U.S. Voters Must Focus on the Future

October 24, 2008

By Jay Scott Kanes

(Originally published in FUNWORLD magazine, November 2008)

As a clown finishes eight years in the United States presidency, many of the results aren’t exactly funny.

Wars in the Middle East drag on with no easy solutions. Untold thousands have died. Drunken-sailor-style spending has turned the U.S. budget into a black hole. A once-invincible financial system teeters near collapse. The economy roils in disarray. Environmental conditions look nearly lethal. Americans have lost respect in the world. The U.S. has diminished in stature.

Why should non-Americans take a keen interest in the U.S. election? Well, it’s highly entertaining and shows democracy in action (albeit imperfectly), a spectacle that too many people elsewhere rarely see at home. The election winner’s policies will affect the entire world too.

On November 4, voters in all 50 U.S. states, from sun-bathed Hawaii and the Alaskan wilderness to Florida, that hanging-chad haven, will cast ballots. The campaign action has been fast and furious.

In the Democratic corner stands the dancing, jabbing, charismatic contender Barack Obama, flanked by vice-presidential nominee Joe Biden. Kitty-corner to them in the political ring stands a slumped Republican warhorse, John McCain, and his running mate, newcomer Sarah Palin.

For weeks, these tag-teams have grappled and gouged. As the bout nears its end, the result still could go either way. Unless someone scores a political knockout, uncertainly will remain until the judges (voters) evaluate everything they’ve seen and heard.

In this election more than others, there’s reason to ponder the impact of prejudices. At age 72, McCain, a long-ago Vietnam War hero, looks ancient. Is he too old for the top political job? If serving two terms, he’d celebrate his 80th birthday in office. By then, Palin may push his wheelchair, allocate his medications and remind him which day of the week it is.

If Obama wins, he’ll become the first U.S. president of African-American descent. How many voters will oppose him for racist reasons? The U.S. isn’t the world’s most racist nation, nor its most tolerant one. But the racist individuals living there could fill many voting booths.

Born in Hawaii, 47-year-old Obama has family links to Kenya and lived in Indonesia as a child. He has wide appeal, worldly views and international experience.

The Republicans try to bill McCain as a man of vast experience and wisdom. But he’s better known for his short fuse and fierce temper, definitely negative traits in someone keen to control a big military and nuclear weapons.

In September, speakers and delegates at the Republican National Convention in Minnesota scolded Obama for lacking “a record” like McCain’s. If having “a record” looms so large, then any prison inmate might do.

The essential thing when selecting the next U.S. president isn’t what anyone did in the past. It’s which candidate will have the vigor, character and charisma to achieve great things in the future -- for Americans and for everyone else.

By focusing on the future, voters can decide wisely. Isn’t that an easy choice?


**Problem details**
Which lines in the material below contain the word "Dishes"? Copy each of them.

**Record excerpts**
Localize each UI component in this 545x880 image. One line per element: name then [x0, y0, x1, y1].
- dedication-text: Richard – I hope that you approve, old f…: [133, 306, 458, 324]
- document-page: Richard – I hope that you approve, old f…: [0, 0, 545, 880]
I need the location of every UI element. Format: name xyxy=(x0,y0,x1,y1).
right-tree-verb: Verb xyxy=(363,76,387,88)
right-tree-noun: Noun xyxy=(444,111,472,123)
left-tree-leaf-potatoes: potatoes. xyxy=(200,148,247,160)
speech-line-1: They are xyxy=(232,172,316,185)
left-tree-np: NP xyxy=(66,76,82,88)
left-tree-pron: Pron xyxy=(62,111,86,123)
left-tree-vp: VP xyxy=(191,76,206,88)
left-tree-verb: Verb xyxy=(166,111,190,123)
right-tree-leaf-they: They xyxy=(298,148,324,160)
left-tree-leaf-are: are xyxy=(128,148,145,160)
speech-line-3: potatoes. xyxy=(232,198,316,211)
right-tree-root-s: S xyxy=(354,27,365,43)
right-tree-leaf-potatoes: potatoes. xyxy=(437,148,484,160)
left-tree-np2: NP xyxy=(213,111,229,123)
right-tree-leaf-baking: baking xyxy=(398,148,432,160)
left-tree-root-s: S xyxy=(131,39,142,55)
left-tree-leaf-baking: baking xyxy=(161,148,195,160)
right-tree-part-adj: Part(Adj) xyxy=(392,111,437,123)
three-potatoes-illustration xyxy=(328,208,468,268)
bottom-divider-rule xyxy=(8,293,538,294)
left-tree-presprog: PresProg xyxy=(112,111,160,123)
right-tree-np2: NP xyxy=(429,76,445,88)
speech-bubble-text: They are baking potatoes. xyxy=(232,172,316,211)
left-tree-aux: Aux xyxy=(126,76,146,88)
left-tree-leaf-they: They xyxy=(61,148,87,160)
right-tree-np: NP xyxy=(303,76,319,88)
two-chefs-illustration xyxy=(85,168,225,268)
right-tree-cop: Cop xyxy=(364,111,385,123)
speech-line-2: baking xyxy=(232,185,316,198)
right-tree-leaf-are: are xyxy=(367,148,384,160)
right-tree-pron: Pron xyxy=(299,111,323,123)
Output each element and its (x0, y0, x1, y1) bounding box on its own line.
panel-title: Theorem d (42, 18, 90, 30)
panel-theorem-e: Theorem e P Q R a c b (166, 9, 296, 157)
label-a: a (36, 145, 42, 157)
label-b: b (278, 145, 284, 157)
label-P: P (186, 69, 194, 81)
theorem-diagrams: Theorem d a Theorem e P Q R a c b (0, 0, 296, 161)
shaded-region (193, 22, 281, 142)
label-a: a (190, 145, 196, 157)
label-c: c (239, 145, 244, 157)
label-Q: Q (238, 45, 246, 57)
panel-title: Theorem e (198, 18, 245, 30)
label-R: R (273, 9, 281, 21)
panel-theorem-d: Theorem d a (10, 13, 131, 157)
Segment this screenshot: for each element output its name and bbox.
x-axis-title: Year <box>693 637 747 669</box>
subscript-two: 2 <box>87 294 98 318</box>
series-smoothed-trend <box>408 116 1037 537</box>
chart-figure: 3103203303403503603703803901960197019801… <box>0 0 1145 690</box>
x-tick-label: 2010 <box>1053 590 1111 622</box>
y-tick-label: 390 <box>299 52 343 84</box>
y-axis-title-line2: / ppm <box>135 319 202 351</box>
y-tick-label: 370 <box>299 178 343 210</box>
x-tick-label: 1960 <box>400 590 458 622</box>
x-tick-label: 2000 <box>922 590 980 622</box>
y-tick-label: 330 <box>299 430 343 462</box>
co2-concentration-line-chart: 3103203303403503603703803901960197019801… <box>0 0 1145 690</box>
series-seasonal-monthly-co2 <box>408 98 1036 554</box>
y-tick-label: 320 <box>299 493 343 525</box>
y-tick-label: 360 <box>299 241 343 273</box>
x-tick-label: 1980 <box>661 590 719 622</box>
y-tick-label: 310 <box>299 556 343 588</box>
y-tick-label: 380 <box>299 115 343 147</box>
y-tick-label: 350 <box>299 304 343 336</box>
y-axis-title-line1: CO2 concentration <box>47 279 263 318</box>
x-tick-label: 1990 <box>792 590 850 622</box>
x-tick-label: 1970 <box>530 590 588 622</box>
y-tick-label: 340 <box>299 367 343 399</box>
* * *
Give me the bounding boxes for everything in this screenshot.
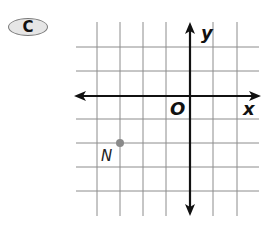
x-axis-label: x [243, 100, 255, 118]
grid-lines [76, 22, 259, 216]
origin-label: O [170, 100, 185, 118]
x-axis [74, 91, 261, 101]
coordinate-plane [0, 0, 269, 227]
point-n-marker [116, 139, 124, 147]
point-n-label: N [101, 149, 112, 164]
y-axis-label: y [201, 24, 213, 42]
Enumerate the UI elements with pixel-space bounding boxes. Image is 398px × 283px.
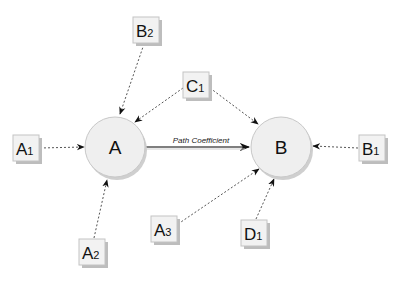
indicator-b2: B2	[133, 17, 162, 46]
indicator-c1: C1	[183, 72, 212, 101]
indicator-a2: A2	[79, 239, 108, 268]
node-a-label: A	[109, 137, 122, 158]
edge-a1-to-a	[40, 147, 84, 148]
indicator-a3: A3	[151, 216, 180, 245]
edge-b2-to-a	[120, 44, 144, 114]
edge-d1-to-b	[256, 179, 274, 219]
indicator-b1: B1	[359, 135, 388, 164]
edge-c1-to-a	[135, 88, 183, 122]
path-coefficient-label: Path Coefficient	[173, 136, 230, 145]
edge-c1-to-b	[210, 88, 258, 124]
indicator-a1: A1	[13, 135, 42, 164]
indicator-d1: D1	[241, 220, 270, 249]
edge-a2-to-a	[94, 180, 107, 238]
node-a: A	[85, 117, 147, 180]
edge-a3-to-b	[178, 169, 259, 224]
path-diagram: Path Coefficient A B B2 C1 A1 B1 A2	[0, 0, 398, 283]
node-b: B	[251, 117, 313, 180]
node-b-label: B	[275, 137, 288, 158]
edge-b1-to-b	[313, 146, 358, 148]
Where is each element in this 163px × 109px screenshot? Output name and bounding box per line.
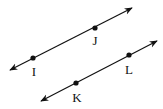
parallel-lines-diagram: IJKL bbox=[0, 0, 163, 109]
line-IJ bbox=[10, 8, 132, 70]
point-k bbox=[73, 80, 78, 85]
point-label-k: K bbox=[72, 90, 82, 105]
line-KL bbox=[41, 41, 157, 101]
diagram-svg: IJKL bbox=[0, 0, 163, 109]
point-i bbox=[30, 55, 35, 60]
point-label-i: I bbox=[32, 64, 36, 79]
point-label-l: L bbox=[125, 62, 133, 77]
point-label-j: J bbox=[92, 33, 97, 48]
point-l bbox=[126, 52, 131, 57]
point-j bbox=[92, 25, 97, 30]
==
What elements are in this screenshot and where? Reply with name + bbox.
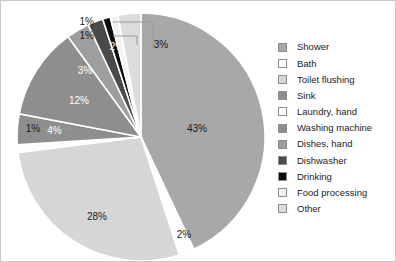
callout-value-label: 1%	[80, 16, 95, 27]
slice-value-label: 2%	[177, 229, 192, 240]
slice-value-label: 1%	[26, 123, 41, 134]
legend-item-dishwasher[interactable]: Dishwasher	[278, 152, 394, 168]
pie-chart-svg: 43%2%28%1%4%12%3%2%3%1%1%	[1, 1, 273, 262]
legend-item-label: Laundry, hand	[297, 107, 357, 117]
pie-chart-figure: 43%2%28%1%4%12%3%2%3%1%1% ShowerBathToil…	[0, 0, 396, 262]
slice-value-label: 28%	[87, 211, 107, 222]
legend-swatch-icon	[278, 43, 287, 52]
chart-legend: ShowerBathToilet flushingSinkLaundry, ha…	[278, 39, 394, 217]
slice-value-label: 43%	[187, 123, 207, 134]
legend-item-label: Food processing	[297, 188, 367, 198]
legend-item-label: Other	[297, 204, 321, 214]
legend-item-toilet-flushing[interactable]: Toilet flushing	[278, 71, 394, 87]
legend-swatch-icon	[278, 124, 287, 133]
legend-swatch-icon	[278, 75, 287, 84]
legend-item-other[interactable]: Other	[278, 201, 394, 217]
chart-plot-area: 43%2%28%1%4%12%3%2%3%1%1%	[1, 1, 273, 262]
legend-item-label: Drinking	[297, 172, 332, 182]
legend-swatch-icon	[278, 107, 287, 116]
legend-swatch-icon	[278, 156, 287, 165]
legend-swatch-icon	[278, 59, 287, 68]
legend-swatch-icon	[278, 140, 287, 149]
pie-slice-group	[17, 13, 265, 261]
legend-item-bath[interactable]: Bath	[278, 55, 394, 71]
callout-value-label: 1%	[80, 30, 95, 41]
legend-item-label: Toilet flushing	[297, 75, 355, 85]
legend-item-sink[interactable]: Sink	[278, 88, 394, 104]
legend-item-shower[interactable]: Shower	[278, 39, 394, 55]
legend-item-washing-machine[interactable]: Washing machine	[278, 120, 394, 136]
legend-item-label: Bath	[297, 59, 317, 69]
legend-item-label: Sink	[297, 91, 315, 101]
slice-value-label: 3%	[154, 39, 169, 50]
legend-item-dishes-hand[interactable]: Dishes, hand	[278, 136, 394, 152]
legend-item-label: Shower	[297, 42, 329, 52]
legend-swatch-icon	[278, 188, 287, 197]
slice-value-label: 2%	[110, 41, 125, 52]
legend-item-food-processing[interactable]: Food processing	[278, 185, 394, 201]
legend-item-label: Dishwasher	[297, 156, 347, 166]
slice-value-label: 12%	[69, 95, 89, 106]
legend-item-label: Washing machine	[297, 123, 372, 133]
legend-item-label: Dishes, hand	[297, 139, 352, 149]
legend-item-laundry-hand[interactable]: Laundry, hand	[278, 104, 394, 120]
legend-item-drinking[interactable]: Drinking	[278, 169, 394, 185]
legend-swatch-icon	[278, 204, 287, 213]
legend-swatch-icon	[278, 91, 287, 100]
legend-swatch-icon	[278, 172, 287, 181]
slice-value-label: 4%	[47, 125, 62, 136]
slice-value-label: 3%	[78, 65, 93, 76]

**Solution for this problem**
legend-item-dishes-hand[interactable]: Dishes, hand	[278, 136, 394, 152]
legend-item-label: Dishes, hand	[297, 139, 352, 149]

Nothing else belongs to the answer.